The Rev. Kenneth R. Elkin

 

The image of “rock” pops up a number of places in the service today.

--There is the bulletin cover with the great rocky cliff surmounted by a church and the storm swirling around its base.

--There is the reference in the first lesson to Christ, the cornerstone.

--and a similar reference in the Psalm antiphon that followed.

--”Rock” was the way that Paul described the strength and power of God to sustain the Hebrews in the wilderness.

--In today's Gospel reading, Christ commends Peter for his faith and then uses a pun on his nickname which we could perhaps translate “Rocky” to talk about the establishment of the church.

--And in the hymn we sing in a few minutes, the refrain proclaims On Christ the solid rock we stand; all other ground is sinking sand. [LBW294]

 

The references are all different in scope and importance, but they are all working with the idea of a rock as something durable, lasting, permanent.

 

Time for science class, recalling the three main types of rocks:

igneous, metamorphic and sedimentary.

Igneous- from the fires inside the earth, lava, bringing minerals and resources from hiding, capable of building entire mountains on land and islands in the sea.

Metamorphic – rocks that have been changed under heat and pressure, like anthracite coal or diamonds or slate.

Sedimentary – which are made up f layers upon layers of mud, debris, vegetation, microscopic seashells, etc.

 

Both their origins and their uses vary; we don't try to wear coal on a ring, or try to burn limestone in our fireplace.

 

Our farm buildings are about halfway up a hillside, and we continued up the dirt road to fields at the top, and drove to the bottom to reach the highway.

The dirt road was always a problem, washing out into ruts and mud holes.

With the front dump bucket on the tractor, Dad could get at a shale bank and take shale and fill in the ruts.

But shale is very soft rock, and the rain and the traffic soon would reduce it to mud , and we are back to the same problem again.

When Dad later got a bulldozer, we could dig deeper into the hill and get to the slate layers,  shale to which heat and pressure has been applied so that it becomes much harder.

It had undergone a metamorphosis.

When we applied it to the ruts and roadway, it was much more durable and longer lasting; it had been made much more suitable for the job that we needed it to do.

 

The person that we are thinking about today is Peter.

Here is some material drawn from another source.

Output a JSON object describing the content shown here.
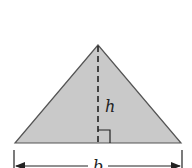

What a variegated picture the Bible paints of him!

In today's reading, Christ points to Peter's confession of faith You are the Christ and talks about this “rock” that is needed in order to build up the church.

Yet only a few verses later, Jesus will have to forcefully say to the impetuous Peter: Get behind me, Satan!

 

In a few weeks we will be hearing the story of the Transfiguration, that vision of Jesus talking with Moses and Elijah on the mountain, where Peter tries to take charge and rearrange things, and Jesus has to restrain him. [Mt.17:4]

There is Peter who isn't sure whether to trust Jesus, and sinks like a rock on the lake. [Mt. 14:28]

There is Peter falling asleep just like the others in the garden, unable to join Jesus in prayer. [Mt. 26:37]

There is Peter the one who tries to protect Jesus with the sword, and only makes a bloody mess of things.[John 18]

There is Peter who thrice denies that he even knows Jesus at all, when questioned by mere servants with no authority to cause him harm. [Mark 14]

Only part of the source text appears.